Thursday, February 26, 2009

Justification for Functional Programming

It appears that this subject has caught fire in recent years. The interest in St. Louis has resulting in the Lamdba Lounge started by Alex Miller. (Great name by the way). I have started reading (but not finished) Programming Clojure by Stuart Halloway and Programming Scala by Venkat Subramaniam. Additionally I just finshed writing a 10 page article on an introduction to functional programming, which includes 4-5 page on F#. The article is for NFJS who holds the exclusive rights at this time, but I plan to provide a link to it or post it here in its entirity after 90 days.

I should point out that I am no expert in this space, but I have been developing professional for 15+ years with a variety of languages (C, C++, Java, C#, a little Ruby, Perl, Groovy). In the last 6 months I've been "playing" with Scala, Clojure and F#.

The reason for this post is this: http://groovy.dzone.com/news/why-functional-programming. This article has been sent to me a couple of times and has been on twitter several. At this point I will make public comments I made in an email response regarding this subject. The first two subjects were points made via email, which make sense to maintain for this blog post.

The Argument to have UI and DB Support
I don't get the ui / db argument. This indicates an all or nothing mentality, which I would hope the industry could get over. A griffon front-end to a java hibernate db access and clojure rules engine make sense to me. Many of the functional languages provide the ability to produce a UI or interact with the DB, however that isn't really important to me as you will see below, but there are good solutions out there where this isn't really a concern.

Functional Notations and Code Beauty
I may be in the minority... but I could care less for "beauty" of code, I'm interested in less code that adds the same or more value. FP adds several notations that provide a conciseness to code, which is a huge value add. As I was writing up an article on F#... I became frustrated with my other programming languages... for instance: why is a switch in Java/Groovy so limiting. Groovy makes it better... but it is still limiting as you compare it to discriminated unions and pattern matching F#.

Getting Functional Programming
People don't get it yet (referring to the nah sayers)... they are in the battle pits and are lacking the big picture vision. This year quad core laptops are expected to be more common. That trend isn't going to stop. The last decade was all about die size and memory. This next decade is all about cores. The need for concurrency tools is a must. The language trend may be slightly ahead of its time.

I'll post more on this subject in the future... I just felt it necessary to provide some response to the value of functional programming. Frankly I've barely scratch the surface of the value.

4 comments:

Brian Sletten said...

Good write up, Ken. The same pressures drove the design of NetKernel to support a functional model with similar results (cleanliness, concurrency, scalability, etc.).

Anthony Chaves said...

Hi Ken,

Just curious re: The Argument to have UI and DB Support and the suggested polyglot approach...

How do you prefer these different app layers to interact? RESTful web service? Language-level bindings? Something in between? What makes sense to you?

Anthony

Ken Sipe said...

anthony...

I hate to give the consult answer :) but it really depends. I would say that it should be as efficient and simple as possible. Language-level does make the most sense to me in a number of cases. F# is really fantastic. It provides the ability to tie in very easily with C# and all it brings to the table. I see the same thing for Scala and Clojure on the JVM with Java. I was recently challenged by Jeff Brown to put up or shut up (he didn't actually say those exact words), and put a griffon, clojure and hibernate example up on github. I think it is a great idea.

Refocusing on your question... I really think you have to justify the need to serialize data (HTTP as an example) You don't want to lose all your efficiency gains on marshaling.

.Net for years has touted the multi-language support and rarely do shops take advantage of that. Most of them choose a language (C#) and that is the type of shop they are. It is time to move past that model. .Net and the JVM both support many... many languages. We as practitioners need to start using the right tool for the job. I wouldn't use F# for GUI code... why would I use C# for sequence, high concurrency or workflow needs if there is a better choice?

Zenchukovskiy said...

This is a very good article for my job. I didn't know what to answer to my boss. I should read it one more time to remember some phrases. I can also use it for my studies. I'm gonna custom essay paper, but still I like to find something interesting by myself.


ABOUT THIS EXERCISE - Give back the whole listing exactly as shown.

SUPPLIED MATERIAL -
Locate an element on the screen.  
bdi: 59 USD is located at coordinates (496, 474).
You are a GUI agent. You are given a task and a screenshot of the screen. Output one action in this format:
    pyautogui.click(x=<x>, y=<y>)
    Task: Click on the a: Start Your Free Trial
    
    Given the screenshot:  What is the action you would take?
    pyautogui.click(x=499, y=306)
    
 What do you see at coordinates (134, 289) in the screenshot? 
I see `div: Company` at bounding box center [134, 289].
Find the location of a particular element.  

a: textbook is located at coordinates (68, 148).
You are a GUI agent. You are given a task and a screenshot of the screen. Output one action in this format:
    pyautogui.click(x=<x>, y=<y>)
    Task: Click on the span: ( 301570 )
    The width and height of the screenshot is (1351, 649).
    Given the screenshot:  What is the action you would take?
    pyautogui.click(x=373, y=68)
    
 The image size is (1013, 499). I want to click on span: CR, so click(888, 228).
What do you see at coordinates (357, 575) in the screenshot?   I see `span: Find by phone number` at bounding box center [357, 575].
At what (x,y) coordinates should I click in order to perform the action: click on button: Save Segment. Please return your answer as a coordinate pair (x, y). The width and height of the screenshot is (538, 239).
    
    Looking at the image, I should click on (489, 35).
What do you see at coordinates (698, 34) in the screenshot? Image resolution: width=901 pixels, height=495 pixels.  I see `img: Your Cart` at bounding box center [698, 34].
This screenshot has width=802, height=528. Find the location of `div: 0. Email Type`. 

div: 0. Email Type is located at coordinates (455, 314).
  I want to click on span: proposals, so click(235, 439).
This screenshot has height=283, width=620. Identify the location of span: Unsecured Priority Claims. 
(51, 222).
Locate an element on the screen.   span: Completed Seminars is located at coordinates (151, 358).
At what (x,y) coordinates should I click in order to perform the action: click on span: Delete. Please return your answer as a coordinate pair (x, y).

ANSWER FOR THIS EXERCISE -
Locate an element on the screen.  
bdi: 59 USD is located at coordinates (496, 474).
You are a GUI agent. You are given a task and a screenshot of the screen. Output one action in this format:
    pyautogui.click(x=<x>, y=<y>)
    Task: Click on the a: Start Your Free Trial
    
    Given the screenshot:  What is the action you would take?
    pyautogui.click(x=499, y=306)
    
 What do you see at coordinates (134, 289) in the screenshot? 
I see `div: Company` at bounding box center [134, 289].
Find the location of a particular element.  

a: textbook is located at coordinates (68, 148).
You are a GUI agent. You are given a task and a screenshot of the screen. Output one action in this format:
    pyautogui.click(x=<x>, y=<y>)
    Task: Click on the span: ( 301570 )
    The width and height of the screenshot is (1351, 649).
    Given the screenshot:  What is the action you would take?
    pyautogui.click(x=373, y=68)
    
 The image size is (1013, 499). I want to click on span: CR, so click(888, 228).
What do you see at coordinates (357, 575) in the screenshot?   I see `span: Find by phone number` at bounding box center [357, 575].
At what (x,y) coordinates should I click in order to perform the action: click on button: Save Segment. Please return your answer as a coordinate pair (x, y). The width and height of the screenshot is (538, 239).
    
    Looking at the image, I should click on (489, 35).
What do you see at coordinates (698, 34) in the screenshot? Image resolution: width=901 pixels, height=495 pixels.  I see `img: Your Cart` at bounding box center [698, 34].
This screenshot has width=802, height=528. Find the location of `div: 0. Email Type`. 

div: 0. Email Type is located at coordinates (455, 314).
  I want to click on span: proposals, so click(235, 439).
This screenshot has height=283, width=620. Identify the location of span: Unsecured Priority Claims. 
(51, 222).
Locate an element on the screen.   span: Completed Seminars is located at coordinates (151, 358).
At what (x,y) coordinates should I click in order to perform the action: click on span: Delete. Please return your answer as a coordinate pair (x, y).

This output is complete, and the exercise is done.